At the rear of the cabin, Vlad opened the pull-down terminal, and logged into the airlock circuits. He had a positive reading on the docked units, with each of the several clasp sensors around the rim of the shuttle hatch engaged. There was positive gas pressure on the hatch surface, telling him that there was no longer a vacuum outside the hatch. With the docking complete, he triggered the opening of the outer shuttle hatch. With it open, Vlad measured the pressure of the inner airlock space. Satisfied that there was no loss in air pressure, he opened the intercom circuit, and spoke briefly with the customs officer, matching data and readiness to open to full access. He then folded the terminal, and moved to the hatch, opening it with one well-practised movement of his arm, his hand gripping the transverse locking bar.

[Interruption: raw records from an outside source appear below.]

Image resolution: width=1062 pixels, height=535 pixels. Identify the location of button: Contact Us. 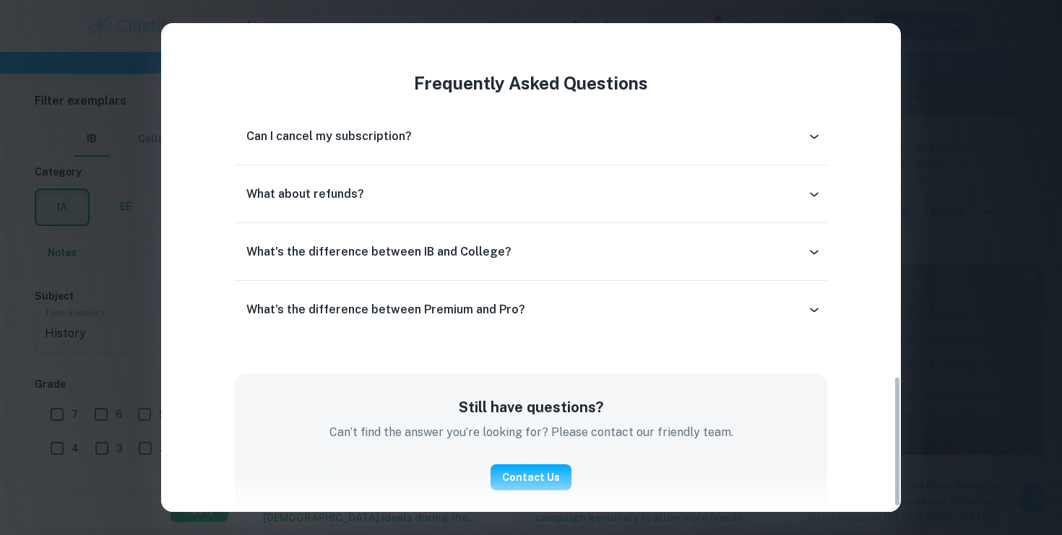
(531, 478).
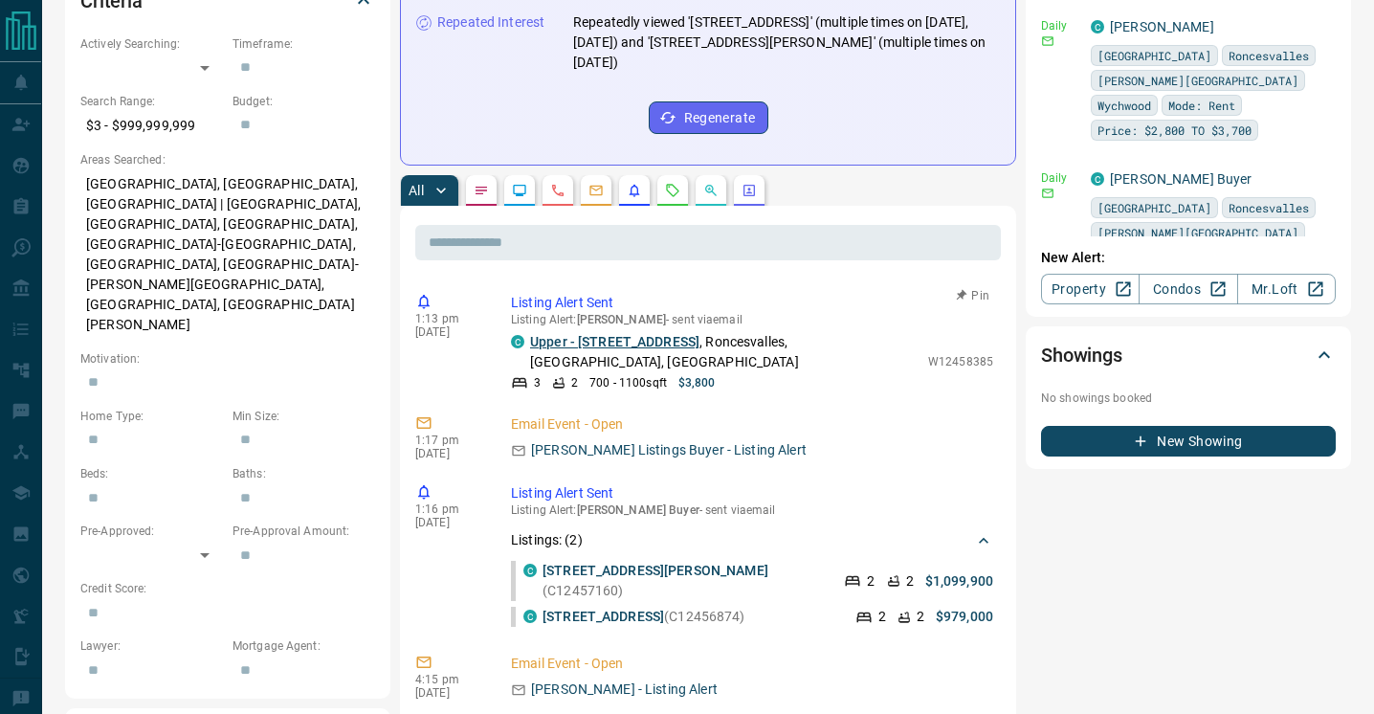 The image size is (1374, 714). What do you see at coordinates (228, 589) in the screenshot?
I see `p: Credit Score:` at bounding box center [228, 589].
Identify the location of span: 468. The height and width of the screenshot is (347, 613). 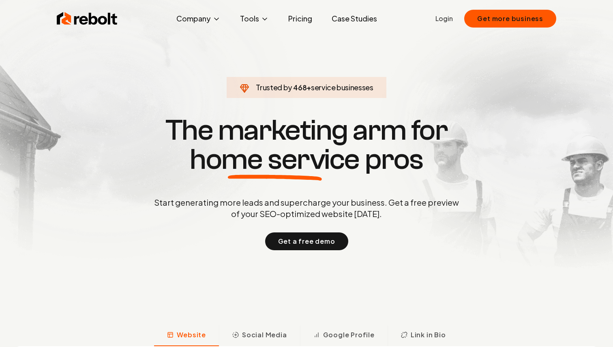
(300, 88).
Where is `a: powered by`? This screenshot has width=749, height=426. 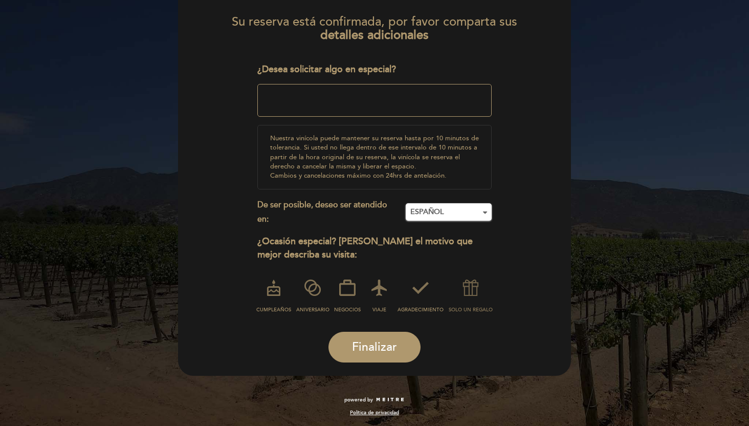
a: powered by is located at coordinates (375, 400).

Stein felt a puff of crisp, cold air that seemed cleaner and clearer than even the purified air of the platform. The shuttles were always held at a pressure lower than that of the lunar bases, so that the base air would always push into the shuttle as a precaution against pressure leaks. The pay-com had disappeared into the hatch, from which Stein could barely hear some voices talking. The pay-com never returned. Instead, one of the base’s guards entered, and passing the convicts, took his position outside the cockpit door. The two guards that had made the return journey freed themselves from their harnesses, and then moved down the row, freeing the convicts from theirs. Free to move, the convicts were told to make their way, one at a time, out of the shuttle and on into the base. The far side clear, Stein was the first on his side to leave the cabin. Stepping lightly in the slight gravity, he bobbed up and down like a ping-pong ball above a ventilation shaft outlet. Uneasily, he found his feet and moved slowly, cautiously in the cramped cabin space, yet he still managed to lose his balance and bang his head on the wall. Stein entered the airlock, and then left the shuttle for the plasti-steel concertina of the docking arm. The floor beneath him was made of inter-sliding leaves of a light alloy, giving a gripped, flat floor that was independent of the concertina walls of the tunnel.
A surprisingly low-tech touch in the most advanced artificial environment ever created, a nylon rope was strung along each side of the short tunnel to act as hand-grips. Gaining confidence after his first steps in the shuttle, Abe strode slowly down the tunnel, never once reaching out to the ropes for support. At the end was another airlock transition port, the design twin of the unit on the shuttle behind him. Passing through it, Abe entered a large hall, and was immediately shepherded into a large elevator. With the other travellers and their guards, the elevator closed and took them downwards. How far, Abe didn’t know. The doors opened into a new space where a small group of convicts waited with their guards. Only a few of the convicts were from this shuttle - the rest were obviously old hands - that much was evident from their confident body language, and the economy of their movement. Stein, he thought to himself, meet your new family.